The Pasadena Star News was up at "the Lab" (JPL) to report on the end of the Galileo mission, Sunday. (Other JPL employees who weren't a part of Galileo were told to stay away from the lab, according to my JPL-employed boyfriend who wasn't a part of Galileo. So it is with dog and pony shows.)

Last night at the Pasadena Playhouse, The celebrated the mission with a commemorative program: Galileo and his Daughter, by Sava Sobel. Before that, a commemorative award was presented to a trio of people representing the thousands who worked on Galileo: John Casani and Claudia Alexander, the first and last Galileo Project Managers, and Torrence Johnson, Galileo Project Scientist. The introductory comments included recollections of trying to take orbital mechanics and designing a mission around it using a 1972-era portable computer (no screen, paper printouts), with the daisy-shaped orbit to all the moons actually calculated by the person in the Galileo Galilee chair at Padua University. We saw a film highlight of the mission (you can see it here on the Galileo Mission page in Real or QuickTime format, see first list item).
And then a reading; or interspersed set of readings- from Galileo's published works, describing his distance-viewer and his observations of the stars, and then of the discovery of little stars with Jupiter ("I render infinite thanks to God for being so kind as to make me alone the fisrt observer of marvels kekpt hidden in obscurity for all previous centuries"), and reflections on how he wished Copernicus were around to see his theory borne out.
And from his daughter, letters written to her father from the convent where she was, both congratulating him on wonderful letters he'd received that he'd loaned her so she could read 'em too, discussions of concern about his health, little gifts back and forth and the details of the glorious mundane (please fix this clock; here are some candies I made for your from citron; please send back the basket and linen from before, etc.)
The culmination in the Galileo part was a discussion of the presumption of a stationary earth at the center of near bodies and far bodies, all of which are in motion. He compared it to what it would be like to stand high in a tower overlooking a vast area, and that countryside would revolve around the tower just to keep a person from having to turn his head.
How do I describe what it's like to be in the audience with a number of scientists, engineers and other supporters of planetary exploration, on this day after the Galileo mission came to a close? We re-experienced the initial discovery of the behavior of these three, no, there are four stars near Jupiter, with the hindsight of 4 centuries and subsequent discovery. Laughter at certain spots had that undercurrent of knowing of those for whom these just-revealed discoveries are at the base of a person's own life work. Marvelling at the personality of this man who's called "The Father of Modern Science," and a context in which the recent discoveries of this mission transpired. For Galileo, the lead tube with a convex lens at one end and a concave one at the other. And now, a group of scientists and engineers who designed, built, flew, and fixed (and fixed and fixed) a spacecraft that's been in the Jovian neighborhood for a while, observing and finding new things about those "Medici stars" (what Galileo decided to name the four smaller stars around Jupiter--see? crass commercialism and a bow to one's underwriting sponsors existed 400 years ago, too). We go on discovering. It's easier, I think, to focus on a single individual at the beginning, but the great discoveries continue.
Late afternoon yesterday, I left the office where I've been freelancing. I described my plans for the night. "Do you think space exploration is a good thing?" I was asked, in light of mention of the need to destroy the spacecraft so as not to contaminate the moons with earthly microbes. Absolutely, I replied. Especially when it's the kind of mission that's cost-effective, with lots of new discoveries, moreso than the cost of the manned space program for more PR than real scientific discovery.
. . .
Afterwards, I met Dava Sobel. My copy of Galileo's Daughter is now signed. Dated the day after the end of the Galileo mission. It was a book on my bookshelf yesterday morning, today it has a little more historial heft to it as part of the record of our understanding of Jupiter.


What needs to be done
Search the records for the word "intercept" and pick out every line that has it.

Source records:
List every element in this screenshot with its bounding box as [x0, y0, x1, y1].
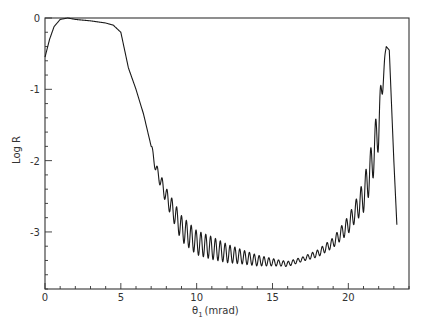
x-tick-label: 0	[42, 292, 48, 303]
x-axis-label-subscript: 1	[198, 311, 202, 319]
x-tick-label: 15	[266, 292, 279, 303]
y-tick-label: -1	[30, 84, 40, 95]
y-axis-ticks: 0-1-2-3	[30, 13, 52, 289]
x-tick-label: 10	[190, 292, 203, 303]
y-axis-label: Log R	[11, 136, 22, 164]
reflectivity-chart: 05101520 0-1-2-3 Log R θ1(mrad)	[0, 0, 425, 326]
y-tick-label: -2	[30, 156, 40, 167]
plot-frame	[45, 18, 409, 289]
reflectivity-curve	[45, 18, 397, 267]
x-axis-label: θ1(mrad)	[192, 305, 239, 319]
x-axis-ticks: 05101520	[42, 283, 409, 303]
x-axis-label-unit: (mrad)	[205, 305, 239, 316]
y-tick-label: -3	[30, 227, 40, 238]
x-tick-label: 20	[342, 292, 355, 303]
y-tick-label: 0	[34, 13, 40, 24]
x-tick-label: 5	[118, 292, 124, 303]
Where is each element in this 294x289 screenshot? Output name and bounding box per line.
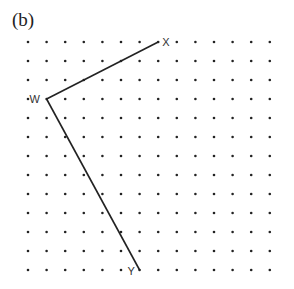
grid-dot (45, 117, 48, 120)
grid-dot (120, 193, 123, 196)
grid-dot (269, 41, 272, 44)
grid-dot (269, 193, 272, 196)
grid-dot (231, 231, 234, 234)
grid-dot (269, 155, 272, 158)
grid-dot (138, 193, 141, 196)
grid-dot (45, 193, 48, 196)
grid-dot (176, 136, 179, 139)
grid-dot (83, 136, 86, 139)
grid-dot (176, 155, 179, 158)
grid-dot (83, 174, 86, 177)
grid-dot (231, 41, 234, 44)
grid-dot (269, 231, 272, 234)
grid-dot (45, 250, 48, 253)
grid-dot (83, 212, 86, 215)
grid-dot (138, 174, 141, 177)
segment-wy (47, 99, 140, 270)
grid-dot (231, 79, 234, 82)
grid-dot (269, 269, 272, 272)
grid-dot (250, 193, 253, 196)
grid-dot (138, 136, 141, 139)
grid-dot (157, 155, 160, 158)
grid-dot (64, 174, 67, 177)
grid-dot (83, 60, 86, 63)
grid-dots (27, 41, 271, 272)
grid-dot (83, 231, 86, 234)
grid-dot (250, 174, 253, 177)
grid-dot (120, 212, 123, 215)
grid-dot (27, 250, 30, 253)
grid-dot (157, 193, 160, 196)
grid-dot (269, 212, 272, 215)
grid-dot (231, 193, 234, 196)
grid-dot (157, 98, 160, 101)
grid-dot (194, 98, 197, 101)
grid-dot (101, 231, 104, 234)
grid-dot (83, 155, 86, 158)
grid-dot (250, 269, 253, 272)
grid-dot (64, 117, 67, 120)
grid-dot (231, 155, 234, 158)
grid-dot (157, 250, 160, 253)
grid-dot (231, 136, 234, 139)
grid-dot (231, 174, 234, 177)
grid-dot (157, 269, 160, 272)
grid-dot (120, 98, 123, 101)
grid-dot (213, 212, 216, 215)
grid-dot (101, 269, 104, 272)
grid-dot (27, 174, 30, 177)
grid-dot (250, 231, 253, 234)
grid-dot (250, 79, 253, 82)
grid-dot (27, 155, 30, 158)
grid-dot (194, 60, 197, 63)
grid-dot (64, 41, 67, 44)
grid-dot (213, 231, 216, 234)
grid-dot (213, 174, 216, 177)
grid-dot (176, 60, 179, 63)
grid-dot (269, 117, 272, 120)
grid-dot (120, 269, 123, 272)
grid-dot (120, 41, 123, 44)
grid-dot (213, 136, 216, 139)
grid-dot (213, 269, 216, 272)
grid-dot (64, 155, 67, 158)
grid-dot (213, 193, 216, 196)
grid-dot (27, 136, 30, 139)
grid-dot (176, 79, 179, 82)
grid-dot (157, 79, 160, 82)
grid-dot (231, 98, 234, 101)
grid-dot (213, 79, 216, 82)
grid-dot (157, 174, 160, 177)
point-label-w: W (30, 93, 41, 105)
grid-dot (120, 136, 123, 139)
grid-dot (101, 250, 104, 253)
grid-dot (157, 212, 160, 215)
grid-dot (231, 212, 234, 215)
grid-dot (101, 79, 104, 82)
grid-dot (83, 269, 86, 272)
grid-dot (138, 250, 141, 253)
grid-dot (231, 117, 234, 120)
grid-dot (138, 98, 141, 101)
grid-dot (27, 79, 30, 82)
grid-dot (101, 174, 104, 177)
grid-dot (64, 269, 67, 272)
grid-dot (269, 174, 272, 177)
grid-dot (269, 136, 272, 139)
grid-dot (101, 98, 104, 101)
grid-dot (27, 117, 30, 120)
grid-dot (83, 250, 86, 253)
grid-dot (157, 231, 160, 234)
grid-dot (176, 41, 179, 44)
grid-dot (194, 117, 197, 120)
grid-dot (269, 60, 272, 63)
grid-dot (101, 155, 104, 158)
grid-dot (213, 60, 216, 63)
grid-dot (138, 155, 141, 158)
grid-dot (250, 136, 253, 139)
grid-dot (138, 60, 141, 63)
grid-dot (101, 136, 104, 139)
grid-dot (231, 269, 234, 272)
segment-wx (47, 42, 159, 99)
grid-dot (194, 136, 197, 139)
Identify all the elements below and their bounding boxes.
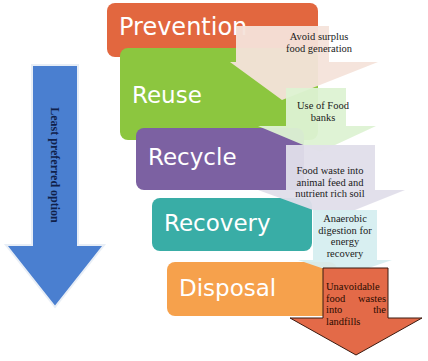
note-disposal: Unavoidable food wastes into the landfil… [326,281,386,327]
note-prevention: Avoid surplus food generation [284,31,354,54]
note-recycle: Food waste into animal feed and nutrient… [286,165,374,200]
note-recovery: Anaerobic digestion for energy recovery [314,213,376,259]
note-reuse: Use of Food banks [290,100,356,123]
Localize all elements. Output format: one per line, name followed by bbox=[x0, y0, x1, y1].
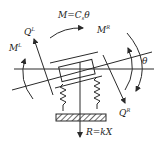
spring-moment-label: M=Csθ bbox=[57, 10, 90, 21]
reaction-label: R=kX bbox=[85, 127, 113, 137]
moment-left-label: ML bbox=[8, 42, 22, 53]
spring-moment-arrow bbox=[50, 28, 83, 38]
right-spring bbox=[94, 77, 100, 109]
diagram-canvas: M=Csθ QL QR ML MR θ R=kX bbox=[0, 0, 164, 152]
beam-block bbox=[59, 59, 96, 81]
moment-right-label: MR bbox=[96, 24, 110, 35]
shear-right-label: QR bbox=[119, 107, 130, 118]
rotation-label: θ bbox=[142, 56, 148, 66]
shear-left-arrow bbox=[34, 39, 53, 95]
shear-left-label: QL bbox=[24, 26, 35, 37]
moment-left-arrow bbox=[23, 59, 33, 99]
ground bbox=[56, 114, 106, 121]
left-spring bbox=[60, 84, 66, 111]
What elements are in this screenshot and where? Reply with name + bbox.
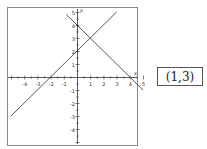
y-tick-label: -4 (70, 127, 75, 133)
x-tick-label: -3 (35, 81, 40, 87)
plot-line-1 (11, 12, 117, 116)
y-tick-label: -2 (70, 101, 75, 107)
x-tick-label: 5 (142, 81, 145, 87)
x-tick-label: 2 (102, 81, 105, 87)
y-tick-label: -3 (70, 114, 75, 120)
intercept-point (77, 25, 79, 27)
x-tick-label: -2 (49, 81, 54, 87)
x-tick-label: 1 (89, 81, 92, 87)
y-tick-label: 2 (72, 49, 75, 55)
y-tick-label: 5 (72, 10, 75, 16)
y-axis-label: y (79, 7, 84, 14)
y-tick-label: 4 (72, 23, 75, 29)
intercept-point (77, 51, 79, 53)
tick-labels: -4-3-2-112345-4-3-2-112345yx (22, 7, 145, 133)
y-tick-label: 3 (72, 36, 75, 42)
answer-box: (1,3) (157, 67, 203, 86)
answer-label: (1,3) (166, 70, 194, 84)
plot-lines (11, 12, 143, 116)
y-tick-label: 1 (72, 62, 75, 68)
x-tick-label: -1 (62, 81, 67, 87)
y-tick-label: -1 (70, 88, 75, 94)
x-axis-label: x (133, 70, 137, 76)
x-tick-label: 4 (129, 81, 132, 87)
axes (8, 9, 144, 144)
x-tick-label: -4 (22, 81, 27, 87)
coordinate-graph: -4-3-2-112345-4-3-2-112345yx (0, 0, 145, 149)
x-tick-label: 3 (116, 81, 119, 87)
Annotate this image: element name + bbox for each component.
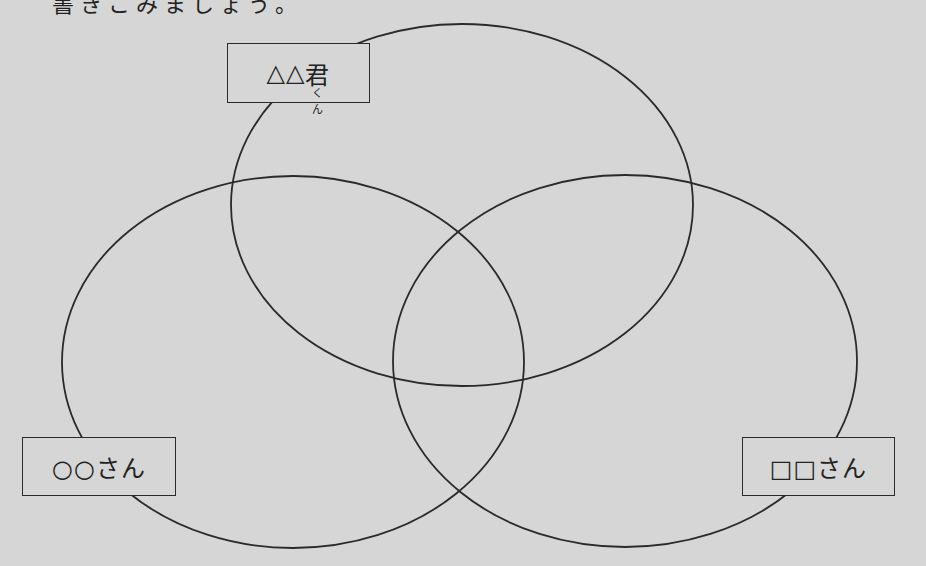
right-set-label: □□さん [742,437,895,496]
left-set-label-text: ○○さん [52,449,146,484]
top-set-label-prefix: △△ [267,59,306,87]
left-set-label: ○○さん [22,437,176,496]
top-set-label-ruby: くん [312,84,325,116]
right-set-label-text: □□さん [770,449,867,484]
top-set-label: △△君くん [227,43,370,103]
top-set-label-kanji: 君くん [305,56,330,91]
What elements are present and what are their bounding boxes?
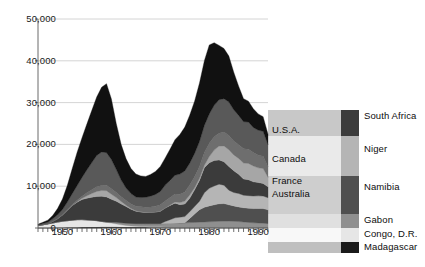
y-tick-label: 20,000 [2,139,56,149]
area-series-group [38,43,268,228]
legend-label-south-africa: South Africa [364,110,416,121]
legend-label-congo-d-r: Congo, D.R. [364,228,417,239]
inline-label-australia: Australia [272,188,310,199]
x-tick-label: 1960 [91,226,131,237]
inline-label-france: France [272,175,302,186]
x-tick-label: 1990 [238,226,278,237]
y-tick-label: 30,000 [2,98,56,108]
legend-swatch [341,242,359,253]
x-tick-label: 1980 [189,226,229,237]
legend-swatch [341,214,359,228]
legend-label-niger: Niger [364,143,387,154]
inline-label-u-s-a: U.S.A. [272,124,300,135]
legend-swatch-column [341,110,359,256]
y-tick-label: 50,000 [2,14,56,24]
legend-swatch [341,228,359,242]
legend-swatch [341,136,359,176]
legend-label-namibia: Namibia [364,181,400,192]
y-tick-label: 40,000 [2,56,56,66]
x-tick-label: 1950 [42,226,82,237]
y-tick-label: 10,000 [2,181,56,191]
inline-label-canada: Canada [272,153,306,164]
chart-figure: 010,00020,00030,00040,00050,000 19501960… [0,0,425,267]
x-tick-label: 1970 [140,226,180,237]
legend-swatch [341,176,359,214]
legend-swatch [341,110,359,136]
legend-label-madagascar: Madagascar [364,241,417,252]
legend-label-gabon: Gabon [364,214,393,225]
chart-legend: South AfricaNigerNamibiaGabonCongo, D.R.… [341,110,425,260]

Solved exercise
intercept-point (77, 25, 79, 27)
intercept-point (77, 51, 79, 53)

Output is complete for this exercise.